I can afford it now, but I may not be able to when I retire. However, when I retire, perhaps it won't matter if I live in a fog so it won't matter if I take a crappy generic.
04/01/12 @ 09:57
Comment from: Ryan [Visitor]
Someone care explain to me why your country is so dead-set against Universal Healthcare?
04/01/12 @ 21:11
Comment from: u235 [Member] Email
Because it would mean lower profit and greater oversight for medical-industry businesses. In the US it's the businesses that run government, not the people.
04/01/12 @ 21:22
Comment from: odessa [Member] Email
We need reform. Fair insurance needs to be available to all. However, I believe it is unconstitutional to force people to buy into a universal plan. But I also believe it is unconstitutional to make me pay for someone who opts out of health care. If you make a choice to not buy into health care, then you need to be willing to live with with that choice.

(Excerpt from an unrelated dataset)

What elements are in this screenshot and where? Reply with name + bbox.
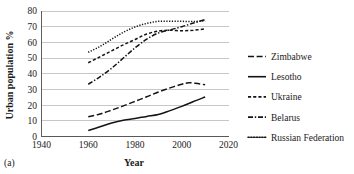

Also, universal health care could be the end of our choices - in other words forced use of generic drugs because they are cheaper. Also, if it regulates alternative medicine, it might mean then end of my choice of alternative medicine providers. I pay for them out of my own pocket and I don't need big brother getting in my business.

If we in the US are destined to wind up with a type of universal health care, I fear that it will be as dysfunctional as Medicare, Workers Comp or the VA. No thanks.
04/01/12 @ 23:15
Comment from: Roulette [Member] Email
It's not unconstitutional to force someone to buy something. But it may be unconstitutional to do it the way they did. Maybe. It's also not unconstitutional to force you to pay for others. That's the basic nature of taxation. It is illegal for doctors to refuse to treat a patient though.

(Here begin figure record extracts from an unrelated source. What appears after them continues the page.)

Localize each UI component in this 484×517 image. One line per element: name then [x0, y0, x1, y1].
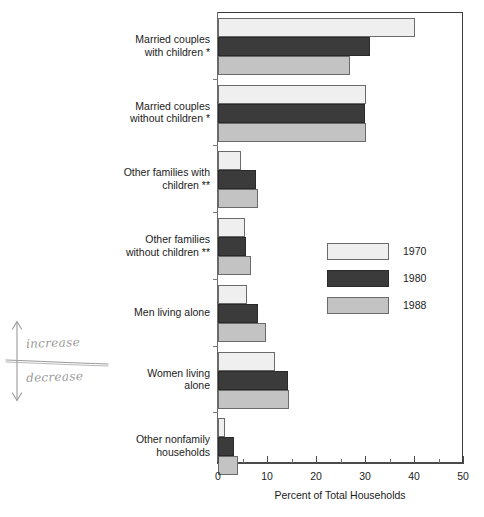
annotation-ink [4, 312, 112, 412]
x-tick-label-50: 50 [457, 470, 469, 482]
category-label-5: Men living alone [98, 306, 210, 319]
bar-1970-1 [218, 18, 415, 37]
x-tick-0 [218, 456, 219, 463]
category-label-4: Other familieswithout children ** [98, 233, 210, 258]
annotation-increase-label: increase [26, 335, 80, 351]
x-minor-tick-5 [243, 459, 244, 463]
category-label-line: alone [98, 379, 210, 392]
bar-1988-5 [218, 323, 266, 342]
bar-1970-2 [218, 85, 366, 104]
bar-1988-1 [218, 56, 350, 75]
category-label-6: Women livingalone [98, 367, 210, 392]
legend: 197019801988 [327, 243, 449, 323]
category-label-line: Other families with [98, 166, 210, 179]
legend-swatch-1970 [327, 243, 389, 260]
group-separator-tick [213, 212, 218, 213]
bar-1970-7 [218, 418, 225, 437]
bar-1980-6 [218, 371, 288, 390]
bar-1980-1 [218, 37, 370, 56]
category-labels: Married coupleswith children *Married co… [98, 0, 210, 517]
bar-1980-4 [218, 237, 246, 256]
category-label-3: Other families withchildren ** [98, 166, 210, 191]
group-separator-tick [213, 79, 218, 80]
bar-1988-3 [218, 189, 258, 208]
x-tick-50 [463, 456, 464, 463]
x-minor-tick-35 [390, 459, 391, 463]
x-tick-label-20: 20 [310, 470, 322, 482]
group-separator-tick [213, 145, 218, 146]
legend-item-1988: 1988 [327, 297, 449, 317]
category-label-line: without children ** [98, 246, 210, 259]
category-label-line: Men living alone [98, 306, 210, 319]
x-minor-tick-15 [292, 459, 293, 463]
x-tick-40 [414, 456, 415, 463]
x-minor-tick-45 [439, 459, 440, 463]
category-label-line: Other families [98, 233, 210, 246]
x-tick-label-40: 40 [408, 470, 420, 482]
legend-label-1980: 1980 [403, 272, 426, 284]
legend-label-1988: 1988 [403, 299, 426, 311]
x-tick-label-0: 0 [215, 470, 221, 482]
bar-1970-3 [218, 151, 241, 170]
x-tick-30 [365, 456, 366, 463]
bar-1970-5 [218, 285, 247, 304]
category-label-line: children ** [98, 179, 210, 192]
bar-1980-2 [218, 104, 365, 123]
x-tick-label-30: 30 [359, 470, 371, 482]
category-label-line: Married couples [98, 33, 210, 46]
category-label-line: Other nonfamily [98, 433, 210, 446]
bar-chart: 01020304050 Married coupleswith children… [0, 0, 484, 517]
legend-swatch-1980 [327, 270, 389, 287]
bar-1980-7 [218, 437, 234, 456]
legend-item-1970: 1970 [327, 243, 449, 263]
category-label-2: Married coupleswithout children * [98, 100, 210, 125]
legend-item-1980: 1980 [327, 270, 449, 290]
bar-1988-4 [218, 256, 251, 275]
bar-1988-6 [218, 390, 289, 409]
bar-1980-3 [218, 170, 256, 189]
legend-swatch-1988 [327, 297, 389, 314]
x-tick-label-10: 10 [261, 470, 273, 482]
x-minor-tick-25 [341, 459, 342, 463]
group-separator-tick [213, 346, 218, 347]
handwritten-annotation: increase decrease [4, 312, 112, 412]
bar-1988-2 [218, 123, 366, 142]
bar-1980-5 [218, 304, 258, 323]
category-label-line: without children * [98, 112, 210, 125]
category-label-line: Married couples [98, 100, 210, 113]
category-label-line: with children * [98, 46, 210, 59]
category-label-line: households [98, 446, 210, 459]
group-separator-tick [213, 279, 218, 280]
x-tick-10 [267, 456, 268, 463]
category-label-7: Other nonfamilyhouseholds [98, 433, 210, 458]
bar-1970-4 [218, 218, 245, 237]
category-label-1: Married coupleswith children * [98, 33, 210, 58]
category-label-line: Women living [98, 367, 210, 380]
legend-label-1970: 1970 [403, 245, 426, 257]
annotation-decrease-label: decrease [26, 369, 84, 385]
x-tick-20 [316, 456, 317, 463]
bar-1970-6 [218, 352, 275, 371]
group-separator-tick [213, 412, 218, 413]
x-axis-title: Percent of Total Households [217, 489, 463, 501]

All of this is just an attempt to get health care costs under control. You can get the same treatment in other countries for far less, which means the problem isn't the cost of care, it's the system around them. Most western countries has some form of single payer. Clearly that won't work when the right is dead set against it. So, the left wrote up this half-assed plan to try to relieve the stress. If it gets struck down, the entire act goes out the window because it loses the portion designed to fund the rest of the bill. And the next time they go around, the left will go all the way for single payer, which will shut down most of the insurance industry and put the entire medical field under regulation. It'll have to bide it's time a little, but if they find the right opportunity, it'll get through congress and that will be all she wrote. So really, the right should be careful what it wishes for.

Oh, and just because it's a pet peeve of mine, please remember the following:
“By definition, 'alternative medicine' has either not been proved to work, or been proved not to work. You know what they call 'alternative medicine' that’s been proved to work? Medicine.”
04/03/12 @ 06:36
Comment from: odessa [Member] Email
I may be splitting hairs here, but it is legal for a doctor to refuse to treat a patient. They do it all the time. They refuse to take new patients, refuse the indigent or they "fire" patients they feel are "non-compliant". They may be required to provide life saving care, however.

Unfortunately we are caught in proverbial Catch 22. The current system sucks for most. Many of the provisions of the current proposal suck, too. The systems that government currently oversee are fraught with waste and inefficiency and don't give me a warm fuzzy over the prospect of anything resembling universal health care. I fear we are all screwed.
04/03/12 @ 17:58
Comment from: u235 [Member] Email
I'm past fear. I'm into acceptance. We *are* all screwed. Unless we're filthy fucking rich... and see what that got Michael Jackson anyway.